Traveling Rankin

Accommodation booming as competition comes to Rankin Inlet

By NUNATSIAQ NEWS

GREG YOUNGER-LEWIS

Rankin Inlet has given new meaning to the expression “friendly competition.”

Nunavut’s second-largest community is enjoying a sudden boom in the hospitality industry, without the cut-throat one-upmanship that comes with business elsewhere.

In the past few months, the Rankin co-op has put millions of dollars on the line, expanding its store and opening an already popular hotel and restaurant earlier this month. At the same time, another entrepreneur has opened his home as a bed and breakfast.

And instead of saying, “my place is better than your place,” they plug their competition to customers when they don’t have room for them.

Take Rick Mann, for example. The 49-year-old government worker opened the Siqiniq Bed and Breakfast in his home last month, mostly because he was lonely, not because he wanted to put other hotels out of business.

Mann’s bed and breakfast joins a host of other accommodations, including the Nanuk Inn, the Siniktarvik Hotel, and Tara’s Bed and Breakfast.

Mann says when his wife recently left for a new job in Alberta, he wanted to find a way to have people around.

After he heard continuous complaints from people looking for a new place to stay, Mann took a chance on something he never thought he’d do.

“It’s to give people choice,” Mann said of his new business. “It’s not to say it’s better than anything else.”

Mann’s friendly approach seems to be paying off. Only a month into his new venture, Mann finds customers every week. So far, he’s hosted government workers on training workshops, business people, and teachers in transit, just waiting for an upcoming flight.

“You’ve got to have that positive attitude,” he said. “Whatever you do comes back to you.

“I think that’s important in this business.”

Mann’s sentiments are echoed across town at the Turaarvik Inns North hotel and restaurant.

Every lunch hour has been bustling with dozens of people in the hotel’s restaurant since they’ve opened their doors on Nov. 1. Hotel guests order spaghetti, and fajitas. Some local youth get a quick round of coffee, and clubhouse sandwiches.

But again, management won’t put down their main competition, the Siniktarvik Hotel and restaurant, which has had a virtual monopoly for years. Instead, they phone each other regularly, when they reach capacity.

“We send the overflow to the Siniktarvik or vice-versa,” said Bernie McInnis, manager of the Kissarvik co-op store, hotel and restaurant complex. “We didn’t open to put the Siniktarvik out of business.

“We compliment each other, in a way.”

For the co-op, it’s also a friendly gamble. Their parent organization, Arctic Co-operatives Ltd., invested $1.5 million in starting up the 22-room hotel.

McInnis said ACL decided to make the major investment as a “go big or don’t bother” strategy, to save the dying co-op. Until they expanded the co-op grocery to be as large as the local Northern store grocery area, the co-op didn’t return any dividends to members because they weren’t making any money, McInnis said.

The catch will be whether Rankin Inlet can support the growing number of hotels and restaurants, including the co-op store expansion. McInnis believes it can, citing the community’s growing population, and the spin-off business from the hospital construction, as signs of good times ahead.

“The economy here is pretty strong,” he said. “We wouldn’t have ever built a hotel if it wouldn’t work.

“Things have been going long enough, that they would have gone wrong, if they were going to.”

Government observers said the community is actually going through a downturn in the number of visitors passing through, but attributed the decline to a natural cycle in tourism’s ups and downs.

Brian Webb, a marketing officer for Nunavut Tourism, said the latest additions to Rankin Inlet’s hospitality industry bode well for a future boost in tourism, because extra accommodations will be in place if other residents decide to open outfitting businesses, or other tourist attractions.

“The fact that all these accommodations are opening up mean that they’re going to be ahead of the game,” Webb said. “We’re very optimistic about the situation.”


=== WORK ITEM ===
In your copy, set down the entries exactly and exclude the pictures.

Segment Open

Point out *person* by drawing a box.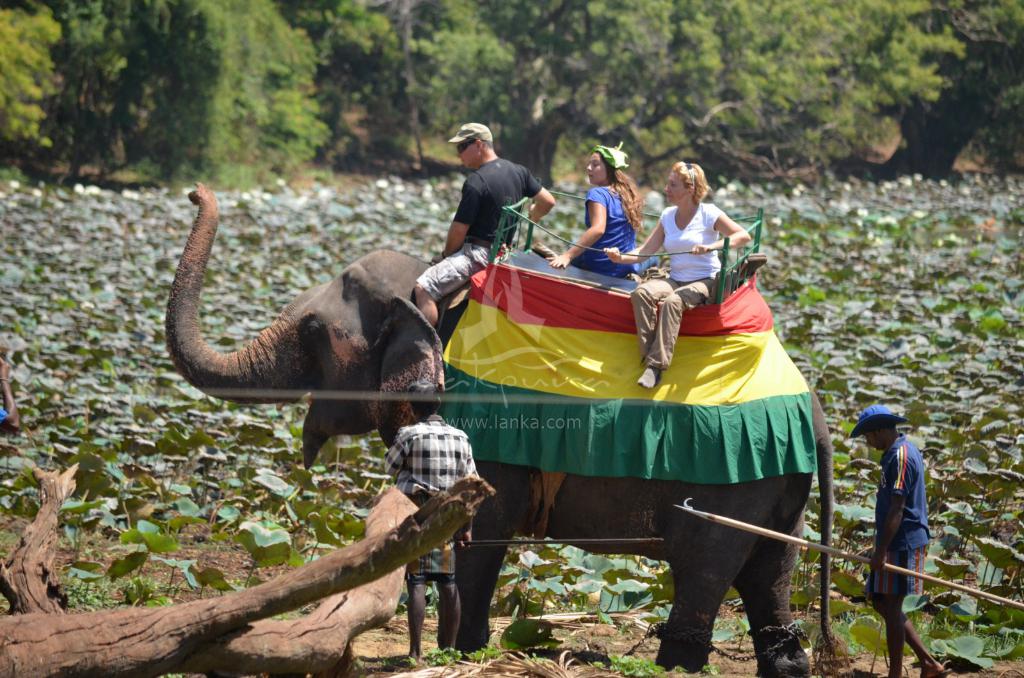
[x1=414, y1=124, x2=555, y2=324].
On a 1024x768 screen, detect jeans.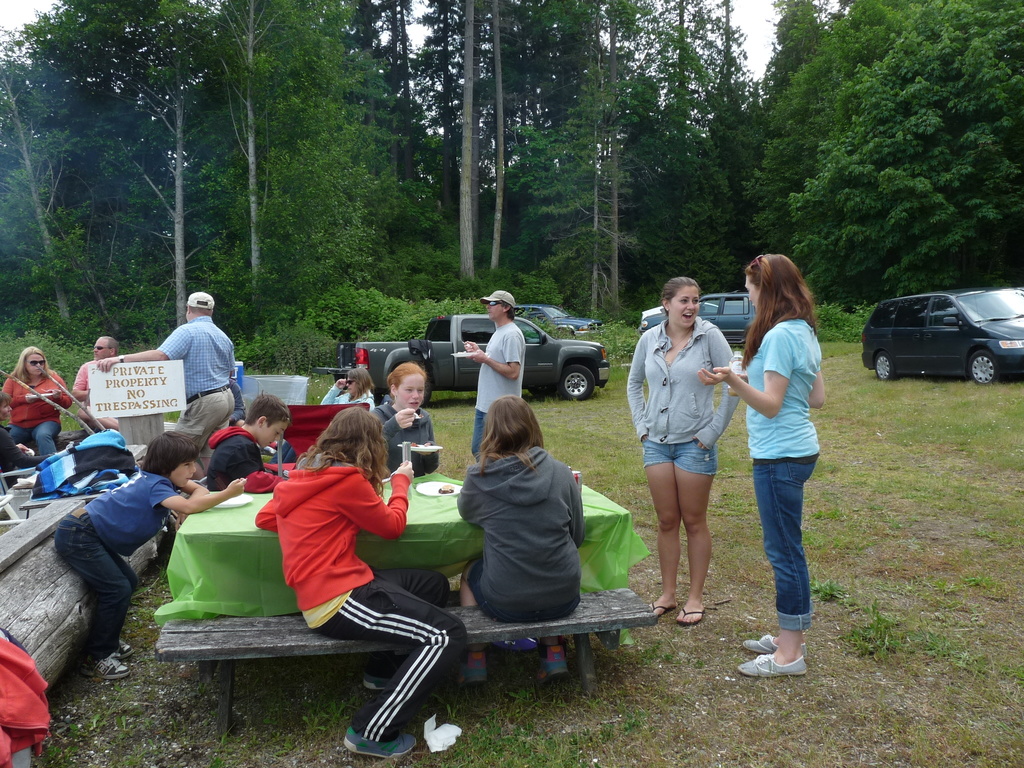
[x1=754, y1=459, x2=820, y2=645].
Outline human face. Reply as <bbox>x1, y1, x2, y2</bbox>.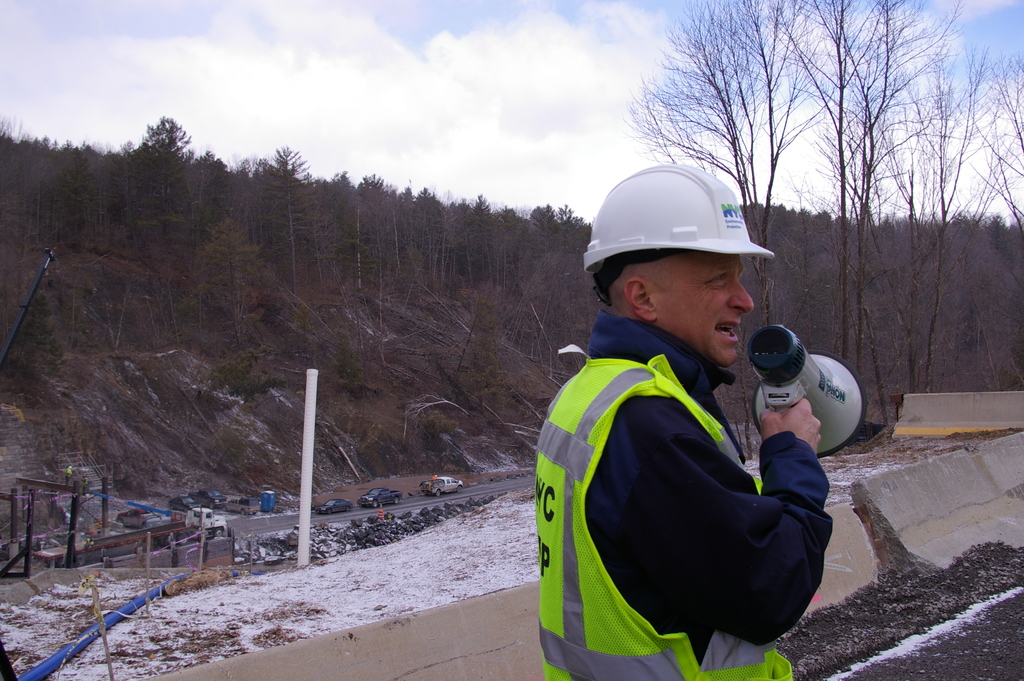
<bbox>657, 254, 751, 364</bbox>.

Segment Closed

=== SOLUTION ===
Point out *person* by drawing a box.
[x1=414, y1=124, x2=555, y2=324].
On a 1024x768 screen, detect jeans.
[x1=754, y1=459, x2=820, y2=645].
Outline human face. Reply as <bbox>x1, y1, x2, y2</bbox>.
<bbox>657, 254, 751, 364</bbox>.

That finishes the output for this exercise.